RBI MPC member Ashima Goyal argues the rupee is undervalued on REER. The real drivers are dollar strength, RBI intervention, and carry. Traders should focus on these three factors.
RBI Monetary Policy Committee member Ashima Goyal stated this week that the rupee is undervalued on a real effective exchange rate (REER) basis and positioned for a rebound. The comment comes from a rate-setter who also influences the central bank's currency management approach. For anyone building an INR watchlist, the claim demands a clear-eyed look at what REER actually signals versus what drives the rupee day to day.
REER measures the rupee against a basket of trade-partner currencies, adjusted for inflation differences. An undervaluation reading means Indian goods and services are competitively priced abroad. That is a structural positive for exports and a long-run anchor for the currency. On that basis, Goyal sees an eventual recovery toward fair value.
The better market read is that REER is a backward-looking metric that does not trigger immediate flows. Short-term INR direction depends on the dollar index, RBI intervention, and the carry trade. Even if REER signals cheapness, the rupee can stay weak if capital outflows persist or the RBI continues buying dollars to manage volatility. Traders should treat Goyal’s comment as a fundamental backdrop, not a timing signal.
Three factors will determine whether the undervaluation translates into a rebound.
For a broader view on how dollar dynamics flow through to EM currencies, see the forex market analysis section. The EUR/USD profile also matters because a weaker euro tends to lift the dollar, putting Asian FX under renewed pressure.
Ashima Goyal’s REER argument is a medium-term anchor, not a trade trigger. The market’s immediate focus is on the RBI’s next monetary policy decision and the trajectory of US data. If the RBI holds rates steady while the Fed signals cuts, the carry advantage widens – a classic setup for INR gains.

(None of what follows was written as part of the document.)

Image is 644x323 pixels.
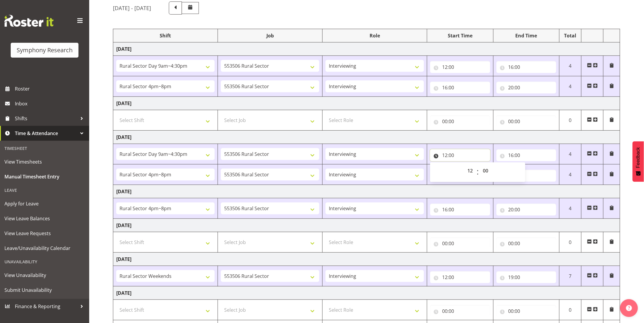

Conversely, if the RBI continues aggressive FX intervention to defend an arbitrary level, the undervaluation thesis could take months to play out.
For traders, the concrete test will be the rupee’s reaction to dollar demand near recent intervention zones. A break above those levels without RBI pushback would confirm the momentum Goyal anticipates. Until then, REER is a fact worth knowing but not a reason to chase the move.
For traders tracking Indian equities, the HDB stock page shows an Alpha Score of 41, reflecting mixed sentiment that could shift with rupee direction. The INFY stock page and WIT stock page carry scores of 57 and 46 respectively, indicating moderate to mixed exposure to currency moves.
Prepared with AlphaScala research tooling and grounded in primary market data: live prices, fundamentals, SEC filings, hedge-fund holdings, and insider activity. Each story is checked against AlphaScala publishing rules before release. Educational coverage, not personalized advice.